The question in Scotland, therefore, is not whether the SNP will take a fierce battering in the forthcoming election – they will, for all of the above reasons – but how severe that battering will be, and what it will mean for the future of Scottish politics. As the UK’s chief election guru Sir John Curtice is fond of pointing out, uniform national swings cannot be relied on; but nonetheless, it seems likely that the SNP will lose at least half of its current 43 Westminster seats; and a defeat on that scale, filtered through UK political media, will tend to be read – at least at Westminster – as the end of SNP dominance in Scotland, and a humiliating defeat for the idea of independence itself.

The truth, though, will of course be much more complex. First, many of those who vote Labour in this election – both north and south of the Border – will be doing so more in a spirit of wishful thinking, than out of any sense that Starmer’s Labour have a convincing plan to reverse the UK’s recent drift into relative poverty, stagnation and isolation. Scottish voters who are used to seeing two major left-of-centre parties on their ballot paper will therefore be keeping a beady eye on whether Labour in government is doing less, or more, than the SNP at Holyrood to mitigate or reverse the worst impacts of Conservative policy; and their judgment may be harsh.

Independence support still strong

Then secondly, despite an impressive ten per cent Labour poll lead over the SNP in Westminster voting intentions, there is little sign that Holyrood voting intentions, or support for independence itself, are following exactly the same path. Even at this dire point in the SNP’s fortunes, support for independence is still at its 2014 level of 45 per cent, and Labour and the SNP are level pegging in the Holyrood polls.

All the signs, in fact, are that Scottish voters are becoming ever more accustomed to differing dynamics of central and devolved government, and are well capable of using different polls – or different parts of the same poll – to send different signals.
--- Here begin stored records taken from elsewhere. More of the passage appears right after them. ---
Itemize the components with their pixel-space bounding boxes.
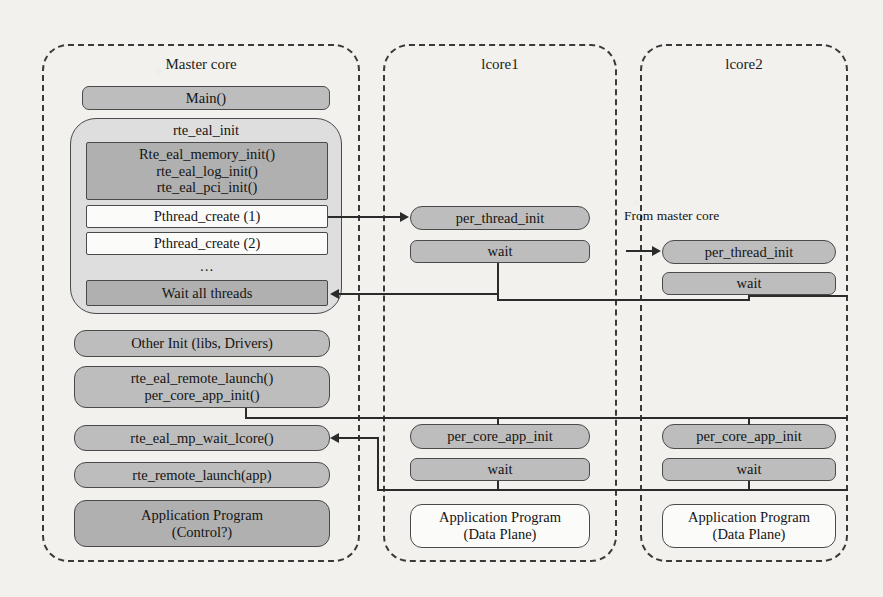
connector-pthread1-to-lcore1 — [328, 216, 402, 218]
box-lcore2-wait-bottom: wait — [662, 458, 836, 481]
box-rte-eal-mp-wait-lcore: rte_eal_mp_wait_lcore() — [74, 425, 330, 451]
connector-to-mp-wait-lcore — [338, 437, 378, 439]
box-other-init: Other Init (libs, Drivers) — [74, 330, 330, 357]
note-from-master-core: From master core — [624, 208, 719, 224]
box-rte-eal-remote-launch: rte_eal_remote_launch() per_core_app_ini… — [74, 366, 330, 408]
box-lcore1-application-program: Application Program (Data Plane) — [410, 504, 590, 548]
column-lcore2-title: lcore2 — [640, 56, 848, 73]
group-rte-eal-init-label: rte_eal_init — [70, 122, 342, 139]
connector-return-to-wait-all — [338, 293, 498, 295]
box-rte-remote-launch-app: rte_remote_launch(app) — [74, 462, 330, 488]
column-lcore1-title: lcore1 — [383, 56, 617, 73]
arrowhead-to-mp-wait-lcore — [330, 433, 339, 443]
box-pthread-create-2: Pthread_create (2) — [86, 232, 328, 255]
arrowhead-return-to-wait-all — [330, 289, 339, 299]
box-pthread-create-1: Pthread_create (1) — [86, 205, 328, 228]
connector-rail-to-lcore2-init — [748, 417, 750, 425]
diagram-canvas: Master core lcore1 lcore2 Main() rte_eal… — [0, 0, 883, 597]
connector-remote-launch-rail — [245, 417, 848, 419]
connector-lcore2-return — [748, 295, 848, 297]
box-lcore2-per-thread-init: per_thread_init — [662, 240, 836, 264]
column-lcore2 — [640, 44, 848, 562]
connector-lcore1-return-lower — [497, 299, 749, 301]
box-lcore1-wait-top: wait — [410, 240, 590, 263]
box-master-application-program: Application Program (Control?) — [74, 500, 330, 547]
column-lcore1 — [383, 44, 617, 562]
box-main: Main() — [82, 86, 330, 110]
connector-bottom-rail-up — [377, 437, 379, 490]
box-eal-sub-inits: Rte_eal_memory_init() rte_eal_log_init()… — [86, 142, 328, 200]
arrowhead-pthread1-to-lcore1 — [400, 212, 409, 222]
arrowhead-from-master-to-lcore2 — [652, 246, 661, 256]
column-master-core-title: Master core — [42, 56, 360, 73]
box-lcore2-application-program: Application Program (Data Plane) — [662, 504, 836, 548]
connector-from-master-to-lcore2 — [626, 250, 654, 252]
connector-bottom-rail — [377, 489, 848, 491]
box-lcore1-per-core-app-init: per_core_app_init — [410, 424, 590, 449]
box-lcore2-per-core-app-init: per_core_app_init — [662, 424, 836, 449]
connector-rail-to-lcore1-init — [497, 417, 499, 425]
box-lcore2-wait-top: wait — [662, 272, 836, 295]
box-lcore1-per-thread-init: per_thread_init — [410, 206, 590, 230]
box-lcore1-wait-bottom: wait — [410, 458, 590, 481]
box-wait-all-threads: Wait all threads — [86, 280, 328, 306]
ellipsis-more-threads: ... — [86, 258, 328, 275]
By 2026, the centre-left majority in Scotland will either be impressed with what Labour under Starmer has achieved, and ready to give the party a crack at government in Holyrood; or they will be unpersuaded, and increasingly determined to keep voting SNP, both to defend the substantial gains delivered by Holyrood government so far, and to pursue the idea of Scottish independence, as a more effective route to a better future.

And the only certainty, as we navigate these tumultuous times, is that electoral punishment and disappointment will wait for whichever party dares to take that critical mass of Scottish voters for granted; or to assume that, having once moved into the red corner, or the Saltire blue one, they will necessarily remain there for ever.